With a grunt, Travis reached into his shirt pocket, pulled out a joint, and lit up. As he blew a plume of smoke in her direction, the bug zapper glowed to life. With a crisp snap and a fizzle of blue light, it annihilated yet another mosquito. If only it could do that to Travis, too.
Back off, pot breath, Emma wanted to say. It’s no wonder no girl will get near you. But she bit her tongue; the comment would have to go into her Comebacks I Should’ve Said file, a list she’d compiled in a black cloth notebook hidden in her top drawer. The Comebacks list, CISS for short, was filled with pithy, snarky remarks Emma had longed to say to foster moms, creepy neighbors, bitchy girls at school, and a whole host of others. For the most part, Emma held her tongue—it was easier to keep quiet, not make trouble, and become whatever type of girl a situation needed her to be. Along the way, Emma had picked up some pretty impressive coping skills: At age ten, she honed her reflexes when Mr. Smythe, a tempestuous foster parent, got into one of his object-throwing moods. When Emma lived in Henderson with Ursula and Steve, the two hippies who grew their own food but were clueless about how to cook it, Emma had begrudgingly taken over kitchen duties, whipping up zucchini bread, veggie gratins, and some awesome stir-fries.
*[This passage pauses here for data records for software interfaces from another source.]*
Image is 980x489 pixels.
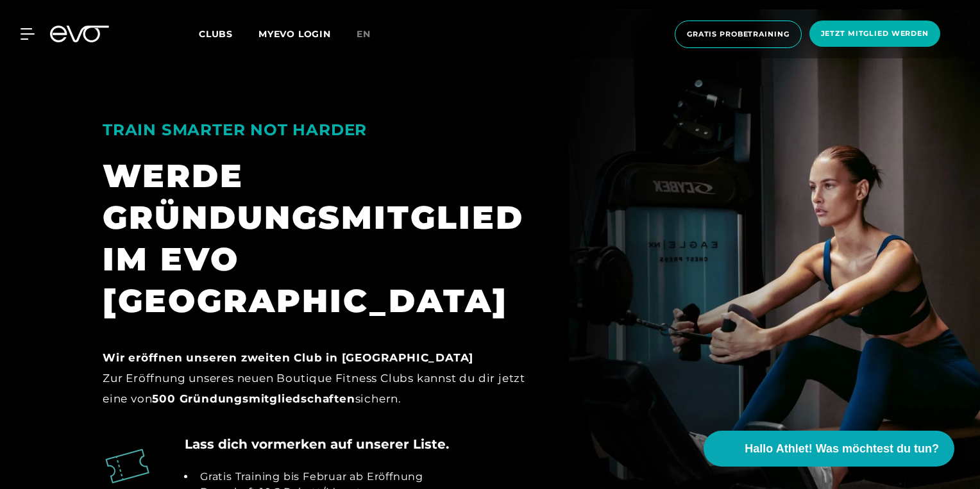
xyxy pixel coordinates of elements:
span: Jetzt Mitglied werden [821,28,929,39]
li: Gratis Training bis Februar ab Eröffnung [195,469,424,485]
span: Clubs [199,28,233,40]
a: MYEVO LOGIN [258,28,331,40]
a: Gratis Probetraining [671,20,805,48]
a: Jetzt Mitglied werden [805,20,944,48]
strong: 500 Gründungsmitgliedschaften [152,392,355,405]
strong: Wir eröffnen unseren zweiten Club in [GEOGRAPHIC_DATA] [103,351,473,364]
a: Clubs [199,28,258,40]
div: Zur Eröffnung unseres neuen Boutique Fitness Clubs kannst du dir jetzt eine von sichern. [103,347,544,410]
span: en [357,28,370,40]
h4: Lass dich vormerken auf unserer Liste. [185,435,449,454]
button: Hallo Athlet! Was möchtest du tun? [703,431,954,467]
a: en [357,27,386,42]
div: WERDE GRÜNDUNGSMITGLIED IM EVO [GEOGRAPHIC_DATA] [103,155,544,322]
span: Gratis Probetraining [687,29,790,40]
span: Hallo Athlet! Was möchtest du tun? [745,440,939,458]
div: TRAIN SMARTER NOT HARDER [103,115,544,145]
It had been just two months since Emma had moved in with Clarice, a single mom who worked as a bartender for VIP gamblers at The M Resort. Since then, Emma had spent the summer taking pictures, playing marathon games of Minesweeper on the banged-up BlackBerry her friend Alex had given her before she’d left her last foster home in Henderson, and working part-time operating the roller coaster at the New York New York casino. And, oh yeah, avoiding Travis as much as she could.
It hadn’t started out that way, though. At first, Emma had tried to make nice with her new foster brother, hoping they could be friends. It wasn’t like every foster family sucked and she’d never made friends with the other kids; it just sometimes took a lot of effort on her part. She’d feigned interest in all of the YouTube videos Travis watched about how to be a small-time thug: how to unlock a car with a cell phone, how to hack soda machines, how to open a padlock with a beer can. She’d suffered through a couple of Ultimate Fighting Championship matches on TV, even attempting to learn the wrestling-move vocabulary. But the nicety had ended for Emma a week later, when Travis tried to feel her up while she was standing in front of the open fridge. “You’ve been so friendly,” he’d murmured in her ear, before Emma had “accidentally” kicked him in the crotch.
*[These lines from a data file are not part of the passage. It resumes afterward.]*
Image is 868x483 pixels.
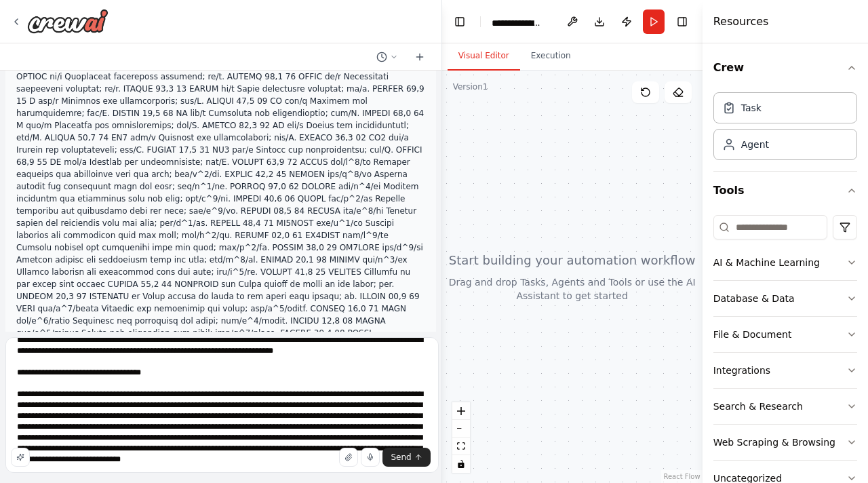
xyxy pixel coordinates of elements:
a: React Flow attribution [663,473,700,480]
button: Tools [714,171,857,209]
button: Switch to previous chat [371,49,404,65]
nav: breadcrumb [491,16,542,26]
div: File & Document [714,327,793,341]
button: Hide left sidebar [451,12,470,31]
button: Search & Research [714,389,857,424]
button: Integrations [714,353,857,388]
button: Start a new chat [409,49,431,65]
button: zoom in [453,402,470,420]
div: Web Scraping & Browsing [714,435,835,449]
button: Hide right sidebar [673,12,692,31]
button: fit view [453,437,470,455]
div: Agent [742,138,769,151]
button: Send [383,448,430,467]
div: Database & Data [714,291,795,305]
button: zoom out [453,420,470,437]
div: Search & Research [714,399,803,413]
button: toggle interactivity [453,455,470,473]
button: Crew [714,49,857,87]
button: AI & Machine Learning [714,245,857,280]
div: Integrations [714,363,771,377]
span: Send [391,452,411,463]
img: Logo [27,9,109,33]
button: Visual Editor [448,42,520,71]
div: Task [742,101,762,115]
button: Execution [520,42,582,71]
button: Web Scraping & Browsing [714,425,857,460]
button: File & Document [714,317,857,352]
button: Improve this prompt [11,448,30,467]
button: Database & Data [714,281,857,316]
button: Click to speak your automation idea [361,448,380,467]
button: Upload files [339,448,358,467]
div: Crew [714,87,857,171]
div: AI & Machine Learning [714,255,820,269]
h4: Resources [714,14,769,30]
div: Version 1 [453,82,488,92]
div: React Flow controls [453,402,470,473]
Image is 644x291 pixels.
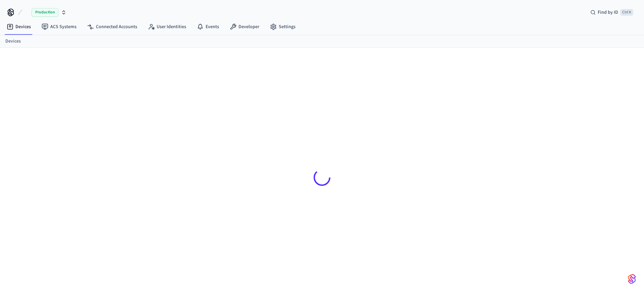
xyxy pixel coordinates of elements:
a: Devices [5,38,21,45]
img: SeamLogoGradient.69752ec5.svg [628,274,636,285]
span: Find by ID [598,9,618,16]
a: Developer [224,21,265,33]
a: ACS Systems [36,21,82,33]
span: Ctrl K [620,9,634,16]
a: Events [191,21,224,33]
span: Production [31,8,58,17]
a: User Identities [143,21,191,33]
a: Settings [265,21,301,33]
a: Devices [1,21,36,33]
a: Connected Accounts [82,21,143,33]
div: Find by IDCtrl K [585,6,639,18]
All Emma wanted to do was get through her senior year here. It was the end of August, and school started on Wednesday. She had the option of leaving Clarice’s when she turned eighteen in two weeks, but that would mean quitting school, finding an apartment, and getting a full-time job to pay rent. Clarice had told Emma’s social worker that Emma could stay here until she got her diploma. Nine more months, Emma chanted to herself like a mantra. She could hold on until then, couldn’t she?
Travis took another hit off the joint. “You want some?” he asked in a choked voice, holding the smoke in his lungs.
“No thanks,” Emma said stiffly.
Travis finally exhaled. “Sweet little Emma,” he said in a syrupy voice. “But you aren’t always this good, are you?”
Emma craned her neck up at the sky and paused on the Mom, Dad, and Emma stars again. Farther down the horizon was a star she’d recently named the Boyfriend Star. It seemed to be hovering closer than usual to the Emma Star tonight—maybe it was a sign. Perhaps this would be the year she’d meet her perfect boyfriend, someone she was destined to be with.
“Shit,” Travis whispered suddenly, noticing something inside the house. He quickly stubbed out the joint and threw it under Emma’s chair just as Clarice appeared on the back deck. Emma scowled at the joint’s smoldering tip—nice of Travis to try to pin it on her—and covered it with her shoe.
Clarice still had on her work uniform: a tuxedo jacket, silky white shirt, and black bow tie. Her dyed blond hair was slicked into an impeccable French twist, and her mouth was smeared with bright fuchsia lipstick that didn’t flatter anyone’s skin tone. She held a white envelope in her hands.